I left the doctor's office and drove to the Kona Grill restaurant to meet friends from the company where I had been ensconced just five months prior. I'd been looking forward to this night. Cocktails and hors d'oeuvre with a great group of women was a definite mood lifter.
These ladies weren't just former co-workers. Over the years, we had traveled together to trade shows; enjoyed a long weekend together in Florida; and three of us -- Laurel, Helen and me -- had even toured Rome together while attending Helen's daughter's wedding there. And even with my 12 years of employment, I was the least tenured among this group. Laurel recently earned her 25-year gold watch, and the others will be adding to their watch collection in the next few years. This team has borne witness to all of life's milestones together -- weddings, divorces, birth of children, death of parents, death of siblings, illnesses. Friendships were forged that wouldn't be shattered by a little thing like one of us, namely me, leaving the company.
We have girls' nights on a regular basis and this was one of those occasions, my first since the surgery. But as I crossed the parking lot, I felt that chill grab me again and a sudden sense of fatigue. Rather than a cocktail, I was ready for cozy PJs and a warm bed. I hung in for a couple of hours and had my usual good time, but the fact that both my head and my eyes hurt added up to one thing. I had a fever.
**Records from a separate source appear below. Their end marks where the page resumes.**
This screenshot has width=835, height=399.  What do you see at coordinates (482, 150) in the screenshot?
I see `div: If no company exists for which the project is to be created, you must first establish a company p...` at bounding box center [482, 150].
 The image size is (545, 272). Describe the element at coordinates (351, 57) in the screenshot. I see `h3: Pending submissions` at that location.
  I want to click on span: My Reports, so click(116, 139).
As soon as I got home, I went right to bed. In the morning, I felt okay and went to work, but by noon, I was hot, then cold, and completely out of steam. I went home and waited for a sore throat and runny nose to arrive. Surely they'd be there any minute. But they never arrived. No cold symptoms. No upset stomach. Just the fever. By Friday morning, when the fever hit 103° and I still had no other symptoms, it suddenly dawned on me. I didn't have the flu. I had an infection.
I looked at the incision areas and wasn't surprised to see that the lymph node incision was flaming red and the redness was spreading. I called the surgeon's office and asked to speak to the nurse. She asked me if the incision was warm to the touch. Don't know. Let's see. I felt the site and sure enough, it was hot. I could have baked a potato on it.
The surgeon was doing what surgeons do -- surgering (all right, operating, but I like the sound of surgering). The nurse said she would page him and have him call me. And he did.
Thus, two days after telling me he'd see me in six months, I was back in his examining room. He aspirated the fluid build-up and was pleased to see it was clear, meaning the infection was topical and not internal. I started on antibiotics and by Saturday, the bump was gone, the fever was gone, the headache was gone and all was right with the world again.